Saturday, April 20, 2024

Hop Harvest Shindig Continues to Grow

By Stephen Vance, Staff

Meaford’s Big Head Hops celebrated the beginning of harvest season on August 15 with their third annual ShinDig.  Nicholas Schaut, who operates the hop farm in rural Meaford, invited local craft brewers, musicians, and the beer-loving public to the event.

The 2010 Dragons’ Den Meaford winner is among a group of hop growers who have been working hard to bring a once common crop back to Ontario, and for the first time since the 1930s, hops are now being harvested commercially across the province.

Schaut told The Independent that this year’s ShinDig was the biggest so far, with more than 500 attendees.

It went famously well. It was wonderful, and the weather cooperated,” said Schaut. “We saw people returning after attending the previous ShinDigs, we saw people from the previous year who brought their friends this year.”

Schaut said that among the comments from this year’s attendees was that the event is now viewed as a tradition with an atmosphere akin to a family reunion.

Fifteen breweries participated in this year’s ShinDig, along with seven food vendors and local musical talent.

Meaford’s BigHead Hops is among the larger hop-growing operations in the province, and Schaut told The Independent that he has plans to grow even more.

We currently have ten acres (of hops), and I am hoping to plant five more acres next year,” said Schaut. “Our crops are currently sold for the next two years.”

While most hop growers in Ontario are relatively small producers, Schaut was able to establish a larger growing operation as a result of significant investment in processing equipment which most growers do not possess.

To be able to get past that half acre or an acre threshold, you need processing equipment.
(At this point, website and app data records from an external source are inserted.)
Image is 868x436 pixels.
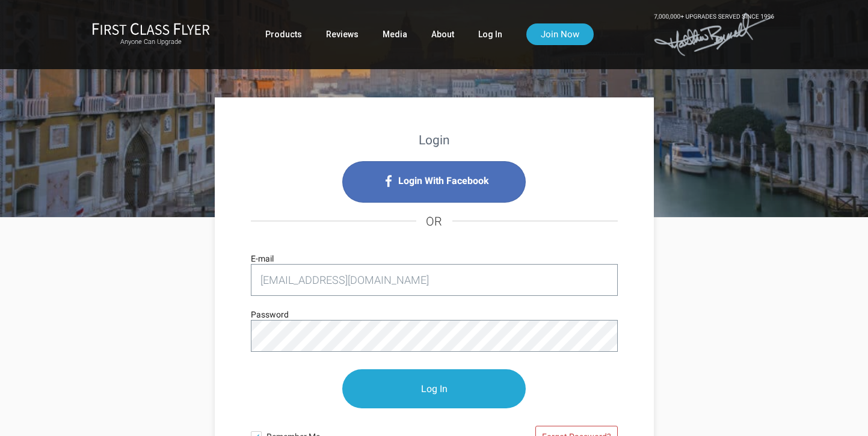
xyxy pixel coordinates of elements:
a: About [431,23,455,45]
h4: OR [251,203,618,240]
span: Login With Facebook [398,171,489,191]
img: First Class Flyer [92,22,210,35]
a: Reviews [326,23,359,45]
strong: Login [419,133,450,148]
input: Log In [342,369,526,408]
label: Password [251,308,289,321]
a: Media [383,23,408,45]
i: Login with Facebook [342,161,526,203]
a: Join Now [526,23,594,45]
a: Products [266,23,302,45]
label: E-mail [251,252,273,266]
a: First Class FlyerAnyone Can Upgrade [92,22,210,46]
a: Log In [479,23,502,45]
small: Anyone Can Upgrade [92,38,210,46]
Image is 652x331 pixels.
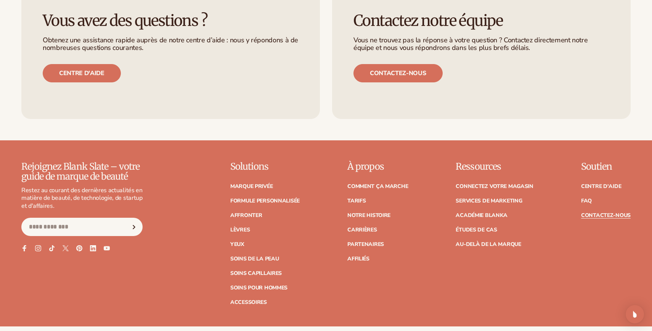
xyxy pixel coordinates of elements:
a: Services de marketing [455,198,522,203]
a: Centre d'aide [43,64,121,82]
font: Obtenez une assistance rapide auprès de notre centre d’aide : nous y répondons à de nombreuses qu... [43,35,298,52]
font: Contactez-nous [581,211,630,219]
font: Comment ça marche [347,183,408,190]
a: Affiliés [347,256,369,261]
font: Partenaires [347,240,384,248]
font: Ressources [455,160,500,172]
a: Études de cas [455,227,497,232]
font: Rejoignez Blank Slate – votre guide de marque de beauté [21,160,139,182]
font: Formule personnalisée [230,197,300,204]
font: FAQ [581,197,591,204]
a: Formule personnalisée [230,198,300,203]
font: Lèvres [230,226,250,233]
a: Contactez-nous [353,64,442,82]
a: Contactez-nous [581,213,630,218]
a: Yeux [230,242,244,247]
font: Affronter [230,211,262,219]
font: Accessoires [230,298,267,306]
font: Yeux [230,240,244,248]
font: Solutions [230,160,268,172]
font: Académie Blanka [455,211,507,219]
button: S'abonner [125,218,142,236]
font: Tarifs [347,197,365,204]
a: Au-delà de la marque [455,242,521,247]
font: Vous ne trouvez pas la réponse à votre question ? Contactez directement notre équipe et nous vous... [353,35,587,52]
a: Accessoires [230,300,267,305]
a: Centre d'aide [581,184,621,189]
font: Soins capillaires [230,269,282,277]
font: Centre d'aide [581,183,621,190]
font: Contactez-nous [370,69,426,77]
font: Services de marketing [455,197,522,204]
a: Affronter [230,213,262,218]
font: Marque privée [230,183,272,190]
font: Restez au courant des dernières actualités en matière de beauté, de technologie, de startup et d'... [21,186,143,210]
a: Comment ça marche [347,184,408,189]
a: Lèvres [230,227,250,232]
a: Académie Blanka [455,213,507,218]
a: Soins de la peau [230,256,279,261]
font: Centre d'aide [59,69,104,77]
a: Soins pour hommes [230,285,287,290]
font: Carrières [347,226,376,233]
font: Connectez votre magasin [455,183,533,190]
a: Connectez votre magasin [455,184,533,189]
div: Ouvrir Intercom Messenger [625,305,644,323]
font: Au-delà de la marque [455,240,521,248]
a: FAQ [581,198,591,203]
a: Partenaires [347,242,384,247]
a: Marque privée [230,184,272,189]
font: Soins pour hommes [230,284,287,291]
font: Soutien [581,160,612,172]
font: Affiliés [347,255,369,262]
font: Contactez notre équipe [353,11,503,30]
font: Vous avez des questions ? [43,11,207,30]
font: Notre histoire [347,211,390,219]
font: Études de cas [455,226,497,233]
font: À propos [347,160,384,172]
a: Carrières [347,227,376,232]
font: Soins de la peau [230,255,279,262]
a: Soins capillaires [230,271,282,276]
a: Notre histoire [347,213,390,218]
a: Tarifs [347,198,365,203]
And that’s the difficulty right now. So what our hope is here in Meaford is to be able to convert what we’ve done into a cooperative so we can build capacity for other growers, and work together. And then we can increase our capacity and their capacity through a centralized processing system,” explained Schaut last year.

Schaut’s ultimate goal is to gradually build his operation to include 15 to 20 acres of hops, which would be manageable on his Meaford property.